The Department of Education, with decades of
student loans and scholarships for university education, has not just
been complicit in this evolution of the B.A. It has been its enabler.
The size of these programs is immense. In 2010, the federal government
issued new loans totaling $125 billion. It handed out more than eight
million Pell Grants totaling more than $32 billion dollars. Absent this
level of intervention, the last three decades would have seen a much
healthier evolution of post-secondary education that focused on concrete
job credentials and courses of studies not constricted by the
traditional model of the four-year residential college. The absence of
this artificial subsidy would also have let market forces hold down
costs. Defenders of the Department of Education can unquestionably make
the case that its policies have increased the number of people going to
four-year residential colleges. But I view that as part of the
Department of Education’s indictment, not its defense.
* * *
What other case might be made for federal
involvement in education? Its contributions to good educational
practice? Think of the good things that have happened to education in
the last 30 years—the growth of homeschooling and the invention and
spread of charter schools. The Department of Education had nothing to do
with either development. Both happened because of the initiatives taken
by parents who were disgusted with standard public education and took
matters into their own hands. To watch the process by which charter
schools are created, against the resistance of school boards and
administrators, is to watch the best of American traditions in
operation. Government has had nothing to do with it, except as a drag on
what citizens are trying to do for their children.
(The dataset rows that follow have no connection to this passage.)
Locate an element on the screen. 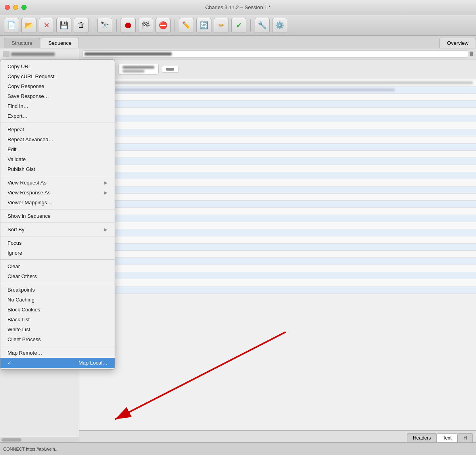 The height and width of the screenshot is (455, 476). window-controls is located at coordinates (16, 7).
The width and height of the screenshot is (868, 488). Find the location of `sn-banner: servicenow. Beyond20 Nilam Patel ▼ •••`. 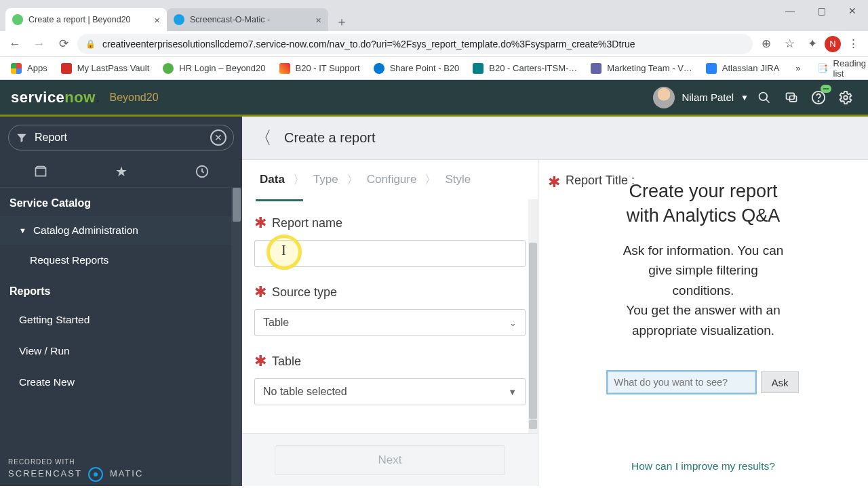

sn-banner: servicenow. Beyond20 Nilam Patel ▼ ••• is located at coordinates (434, 98).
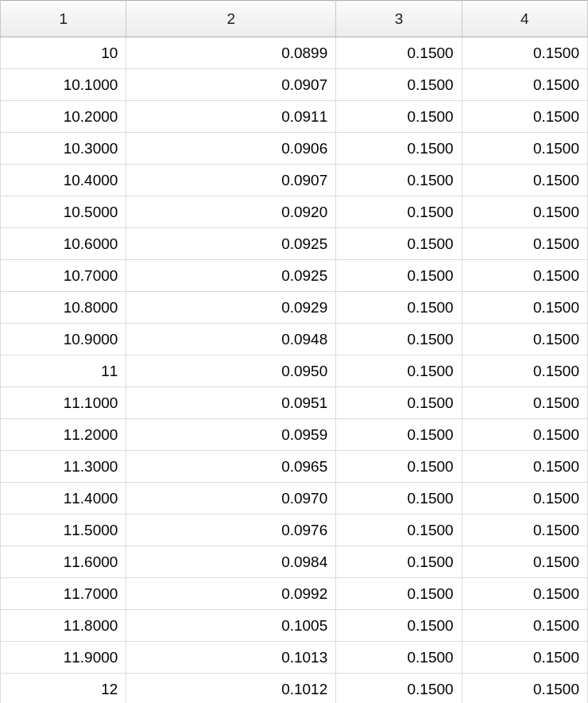 Image resolution: width=588 pixels, height=703 pixels. I want to click on table-cell: 11, so click(64, 371).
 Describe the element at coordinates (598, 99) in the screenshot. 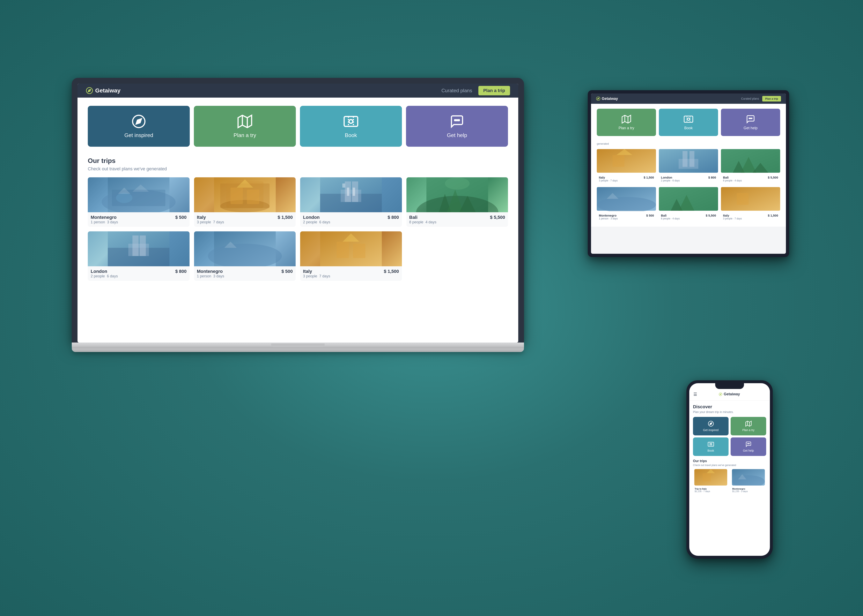

I see `tablet-logo-icon` at that location.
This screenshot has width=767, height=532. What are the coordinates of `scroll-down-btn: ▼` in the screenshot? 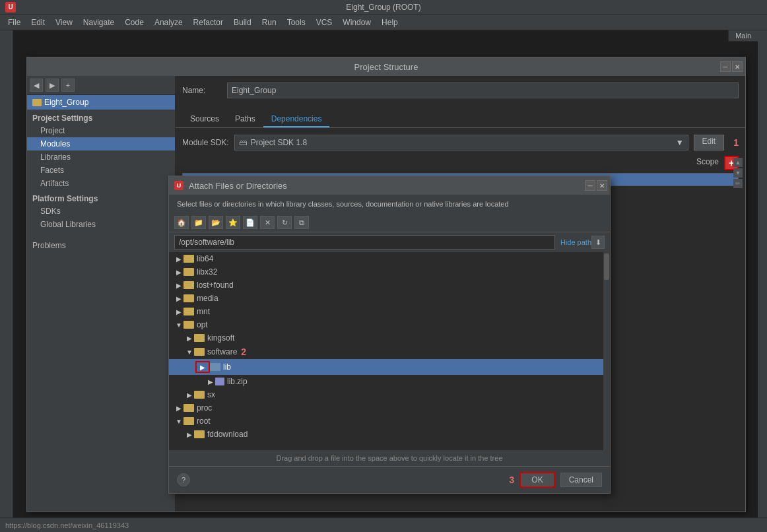 It's located at (738, 173).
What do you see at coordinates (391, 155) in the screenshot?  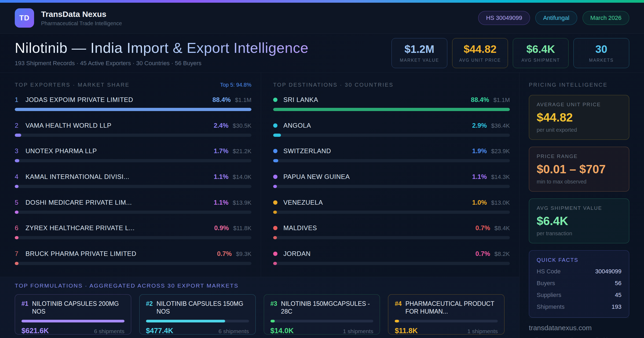 I see `destination-row: SWITZERLAND1.9%$23.9K` at bounding box center [391, 155].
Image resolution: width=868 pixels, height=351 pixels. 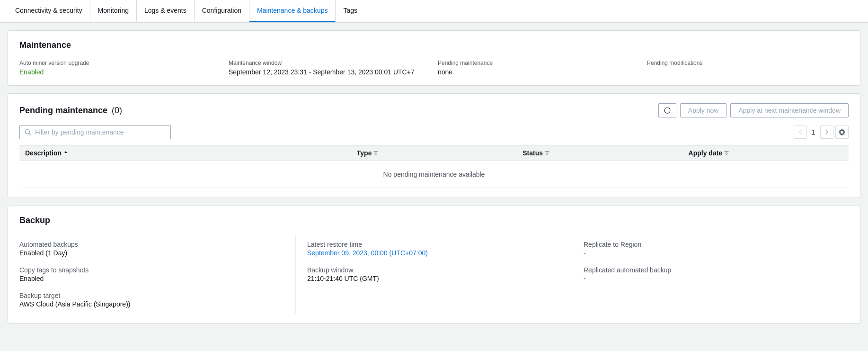 I want to click on replicate-region-field: Replicate to Region -, so click(x=710, y=249).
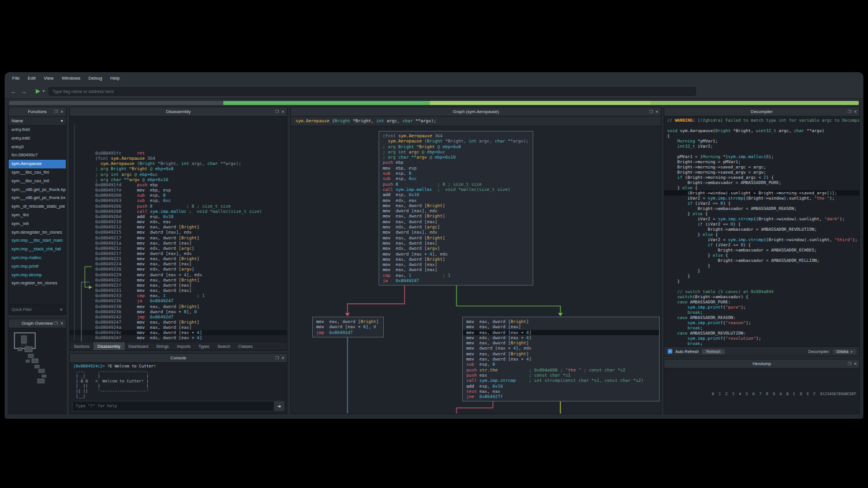 This screenshot has width=868, height=488. I want to click on disassembly-panel-titlebar: Disassembly ❐ ✕, so click(178, 112).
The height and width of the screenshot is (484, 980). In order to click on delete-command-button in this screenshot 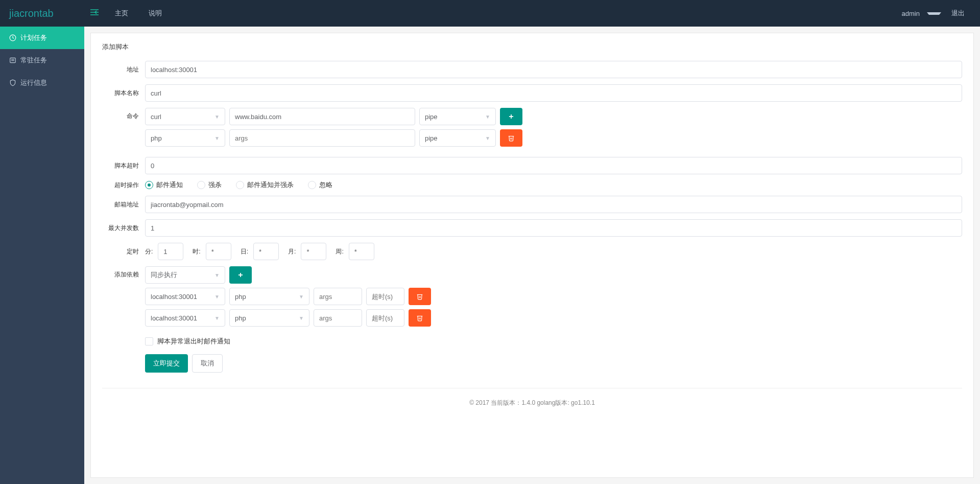, I will do `click(511, 138)`.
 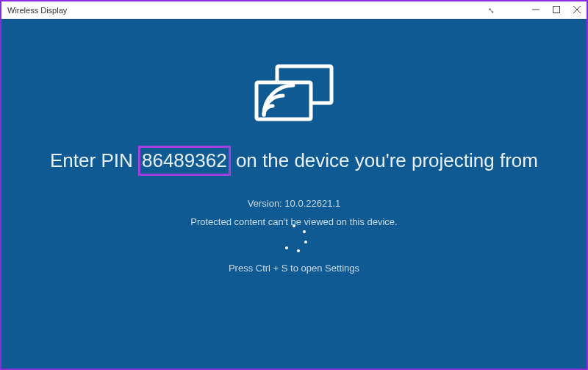 I want to click on window-titlebar: Wireless Display ↔, so click(x=294, y=10).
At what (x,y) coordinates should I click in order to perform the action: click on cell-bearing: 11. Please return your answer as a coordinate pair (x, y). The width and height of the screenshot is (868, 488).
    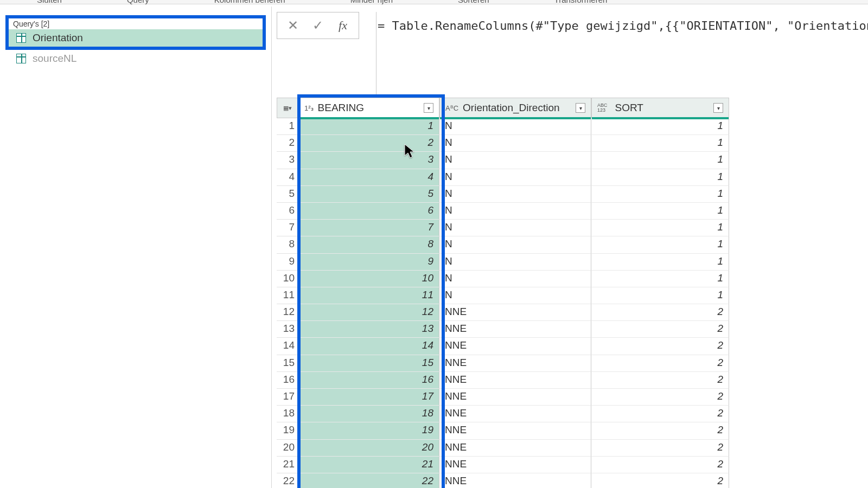
    Looking at the image, I should click on (369, 296).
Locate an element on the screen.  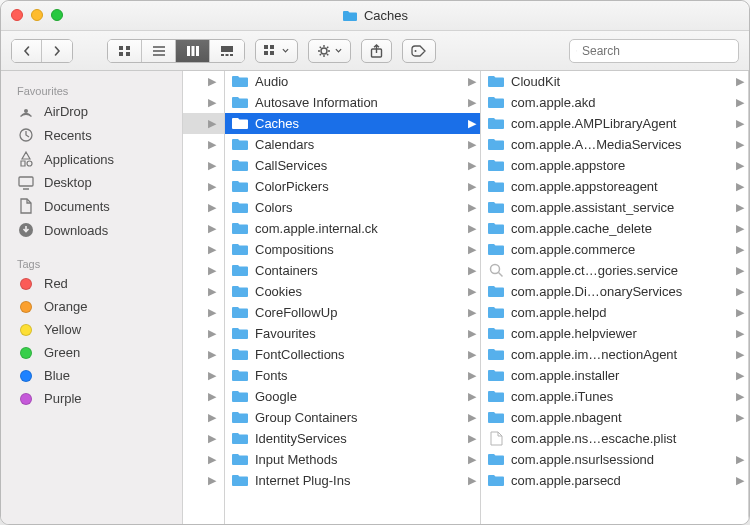
share-button is located at coordinates (376, 51).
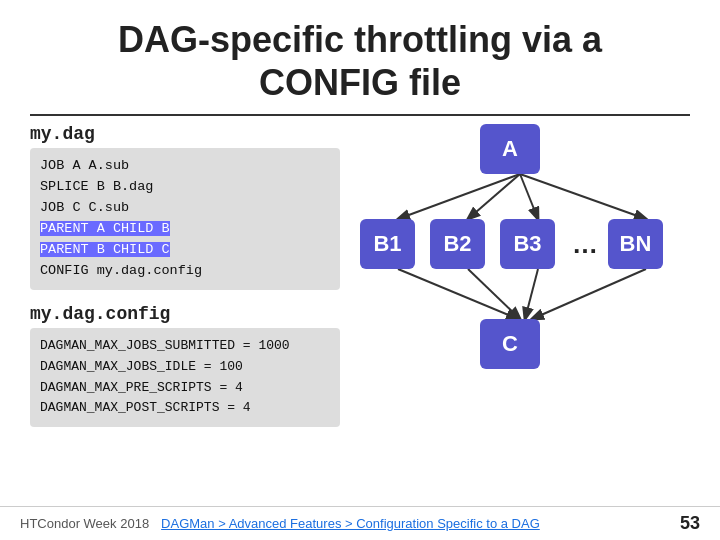 The width and height of the screenshot is (720, 540). I want to click on section2-label: my.dag.config, so click(185, 314).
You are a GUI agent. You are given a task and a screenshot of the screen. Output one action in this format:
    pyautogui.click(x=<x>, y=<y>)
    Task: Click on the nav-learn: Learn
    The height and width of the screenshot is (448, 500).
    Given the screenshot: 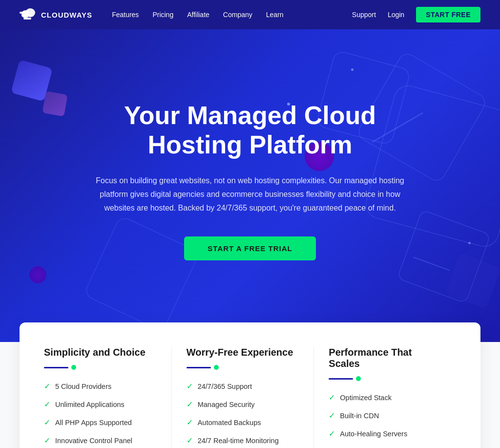 What is the action you would take?
    pyautogui.click(x=275, y=15)
    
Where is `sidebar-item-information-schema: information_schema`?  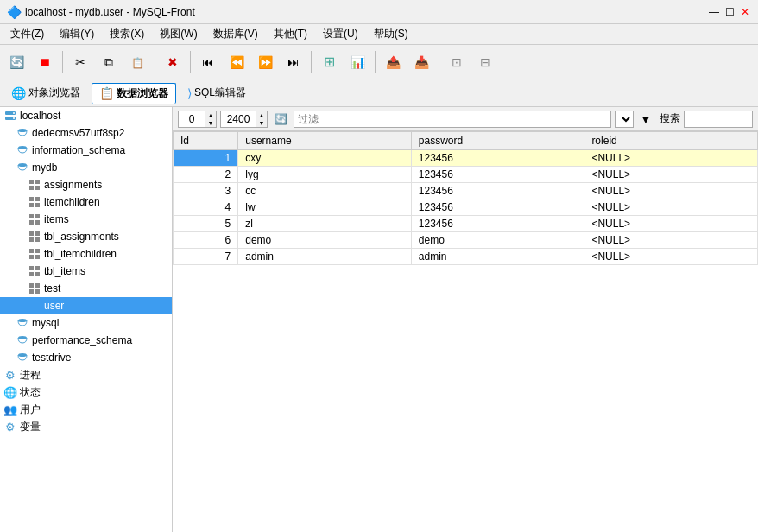 sidebar-item-information-schema: information_schema is located at coordinates (86, 150).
Think of the best books on educational
practice, such as Howard Gardner’s many innovative writings and E.D.
Hirsch’s Core Knowledge Curriculum, developed after his landmark book,
Cultural Literacy, was published in 1987. None of this came out
of the Department of Education. The Department of Education spends about
$200 million a year on research intended to improve educational
practice. No evidence exists that these expenditures have done any
significant good.
As far as I can determine, the Department of
Education has no track record of positive accomplishment—nothing in the
national numbers on educational achievement, nothing in the improvement
of educational outcomes for the disadvantaged, nothing in the
advancement of educational practice. It just spends a lot of money. This
brings us to the practical question: If the Department of Education
disappeared from next year’s budget, would anyone notice? The only
reason that anyone would notice is the money. The nation’s public
schools have developed a dependence on the federal infusion of funds. As
a practical matter, actually doing away with the Department of Education
would involve creating block grants so that school district budgets
throughout the nation wouldn’t crater.
Sadly, even that isn’t practical. The education lobby will prevent
any serious inroads on the Department of Education for the foreseeable
future. But the answer to the question posed in the title of this
talk—“Do we need the Department of Education?”—is to me unambiguous: No.